24-and-younger plate discipline
Unlike Tyler Naquin, aggressiveness at the plate is not for everyone.
Jake Bauers and Oscar Mercado are both very early in their development, and each has done enough to stay in the bigs since being promoted. As we know, the book on both will continue to develop, and they will have to adjust.
For the former, that process is much further along, and he hasn’t exactly responded well. It is not that Bauers has been poor, but he is still statistically below average, and there are plenty of reasons why it may be the case.
The 23-year-old was such a prized prospect because of his excellence at each minor-league level relative to his age. Always one of the youngest players at each level, he also consistently worked double-digit walk rates.
The only glaring differences in Bauers’ profile is that he is using more of the field in 2019, and is walking at just a 9% clip. To reach his potential, he must regain his control of the strike zone.
He is swinging more, whiffing less, and making significantly more contact in the zone, but it hasn’t been better contact. Bauers’ hard-hit rate has raised minimally, while his barrel rate has dropped slightly, and his average exit velo has remained the same.
Perhaps less hacks are more.
If the case of Mercado, a player with such speed will always cause his BABIP to play up. However, his 4.3% walk rate in the first 187 plate appearances of his career is significantly lower than his minor league rates.

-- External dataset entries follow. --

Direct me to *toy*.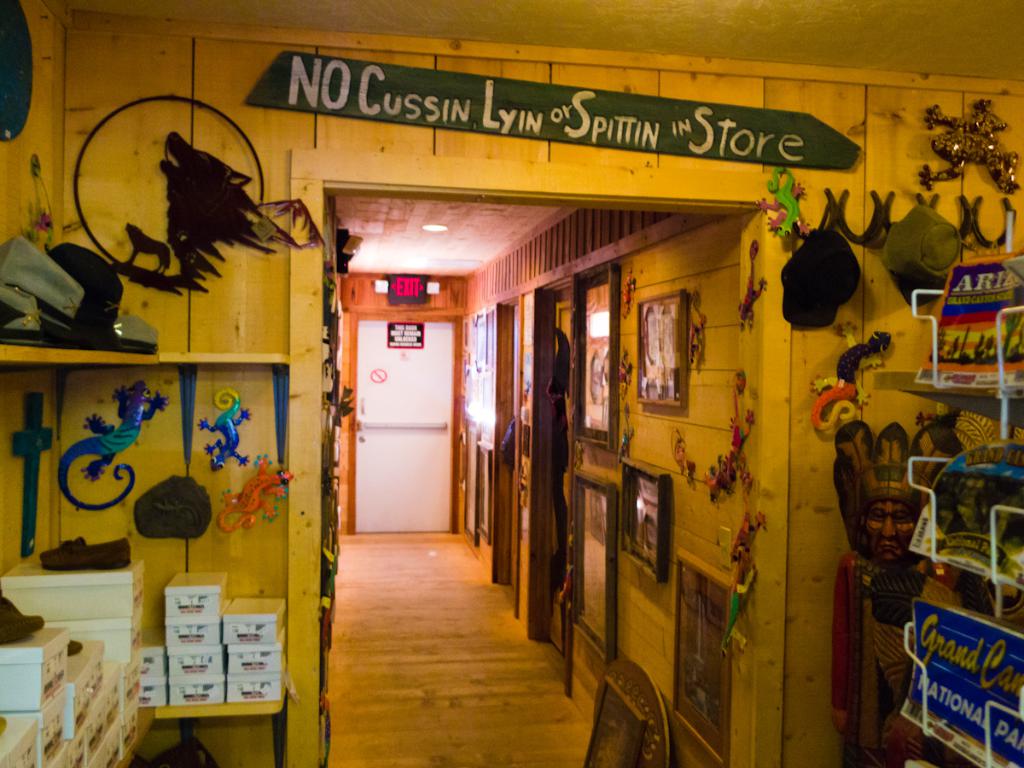
Direction: pyautogui.locateOnScreen(803, 328, 896, 429).
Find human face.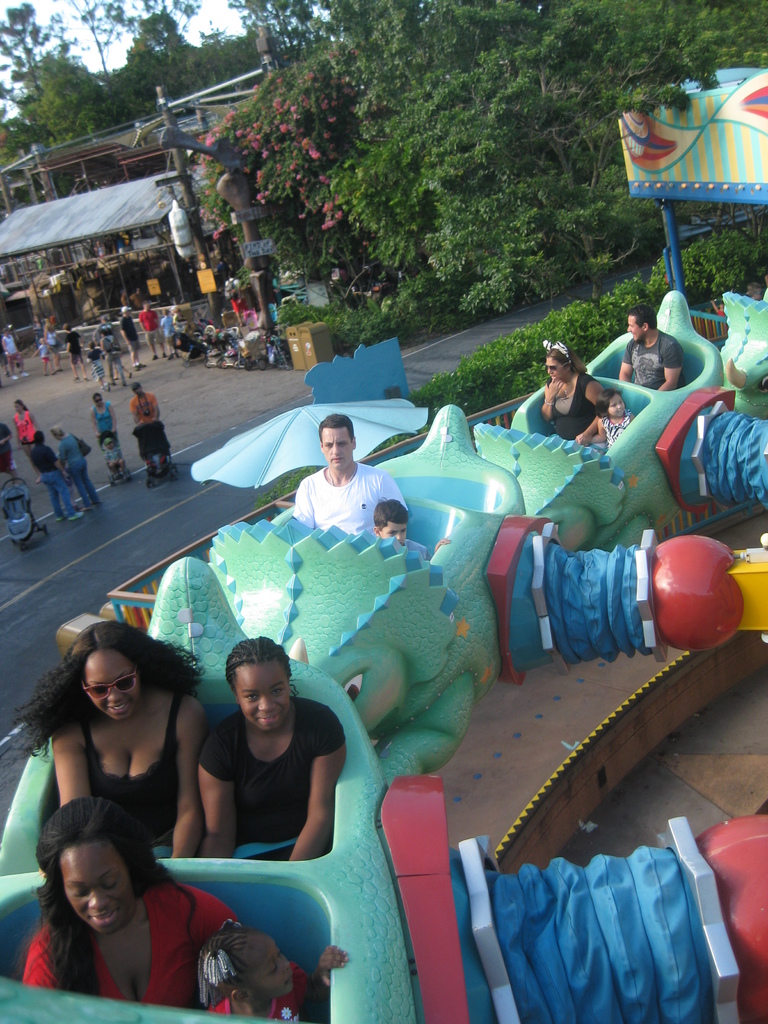
{"x1": 611, "y1": 394, "x2": 623, "y2": 415}.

It is difficult to tell a player with a 42.6% hard-hit rate to swing the bat less, and it is not at the point where it needs to be done yet. Mercado skidded into the All-Star Break, and trails only Naquin in Swing%, so maybe it is time to consider reining things in.
Yes, Bobby Bradley is only 23, and could always afford a little more plate discipline, but healthy hacks are kind of his game. Do your thing, Mr. Assassin.

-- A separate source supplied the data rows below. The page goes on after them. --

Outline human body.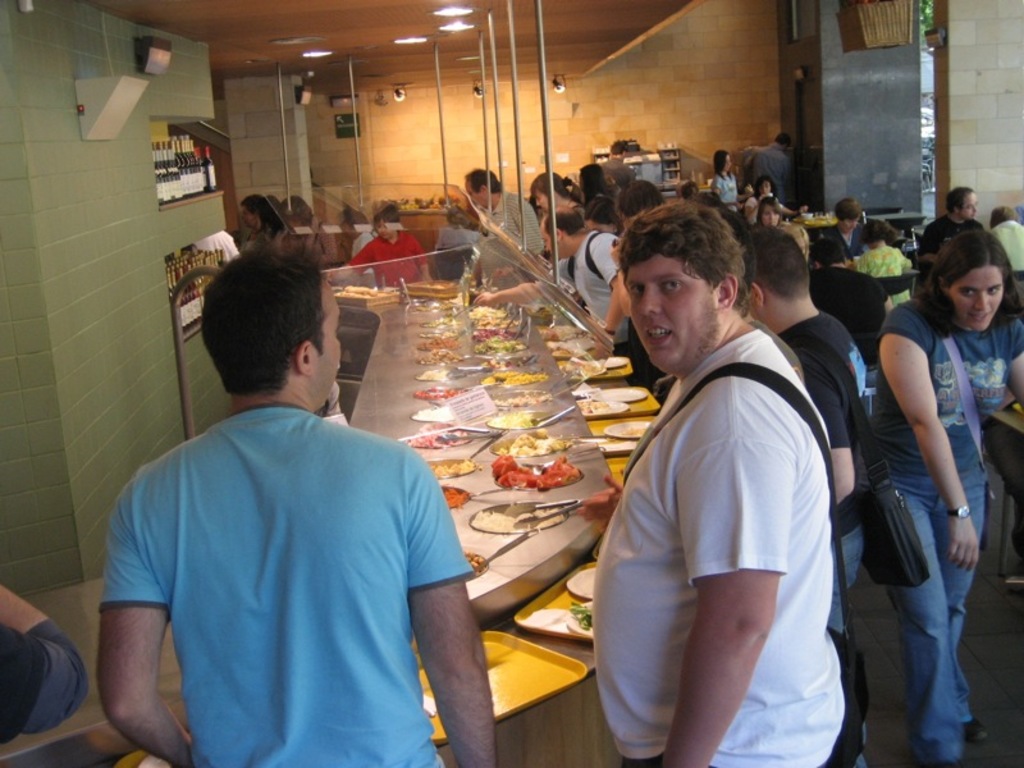
Outline: [433, 225, 485, 253].
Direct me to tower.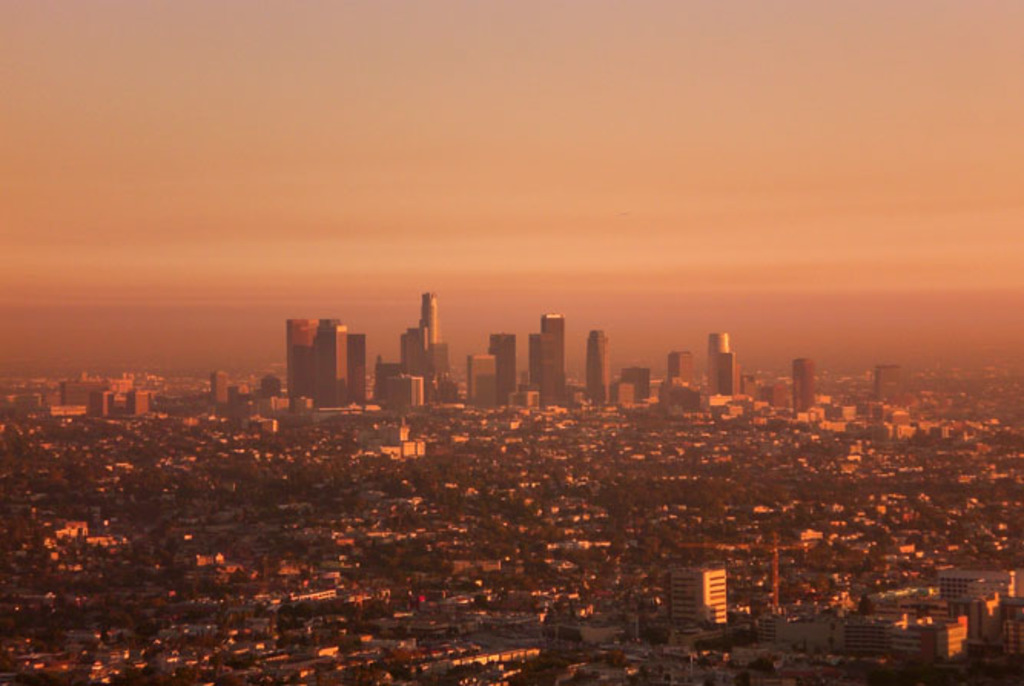
Direction: 286 319 319 408.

José’s readjusted swing plane
Everybody had a thought on how to change José Ramírez’s swing in the first half, and things finally trended toward the positive in July. At the end of it all, the 26-year-old is still in the bottom 2% of the league in wOBA on contact.
The persisting issue (in this writer’s ever-changing opinion) seemed to do more with Ramírez’s actual swing, not his approach. His walk rate is similar, and despite his attempts to go the opposite way early on, his profile is not much different than years passed.

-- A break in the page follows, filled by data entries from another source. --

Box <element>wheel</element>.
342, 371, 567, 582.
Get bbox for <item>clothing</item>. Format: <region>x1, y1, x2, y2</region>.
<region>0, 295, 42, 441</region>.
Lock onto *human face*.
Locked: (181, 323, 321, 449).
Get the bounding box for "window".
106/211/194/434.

One glaring difference is that Ramírez has been under the ball 41.5% on contact this year. That’s up 8.4% since last year, and 13.3% since 2017.
That bit of information seems to indicate that Jose is actually doing what people who don’t understand launch angle think it is: Uppercutting for the sake of lifting the ball, not for getting on the same plane as a pitch.
The information and conclusion are not necessarily linked, but it makes more sense when considering Ramírez’s chase for for 40 homers a year ago, when the slump came about, and how it has continued.
Whatever Carlos Santana and Roberto Pérez are doing
There are things that indicate regression is coming for Santana, whose .311 BABIP is well above his career mark of .267. Less can be said for Pérez, but based solely on how underwhelming his whole career has gone offensively, a crash back to earth seems inevitable.
That does not have to be the case, however. Both are using the field more than ever before, and it is paying massive dividends for each. Santana sits 9th in baseball with a .958 OPS, while Pérez is fourth among catchers with 230 plate appearance at .872.
Not much has changed in either’s profile, other than hitting the ball harder, to more parts of the field. One would think that pulling the ball less would lead to less hard-contact, but that has not been the case yet.
These are the things that the Indians need to stay steady, while they rediscover the mean elsewhere. If things go considerably more normally than they did in the first half, this team still has more than enough talent to make up 5.5 games.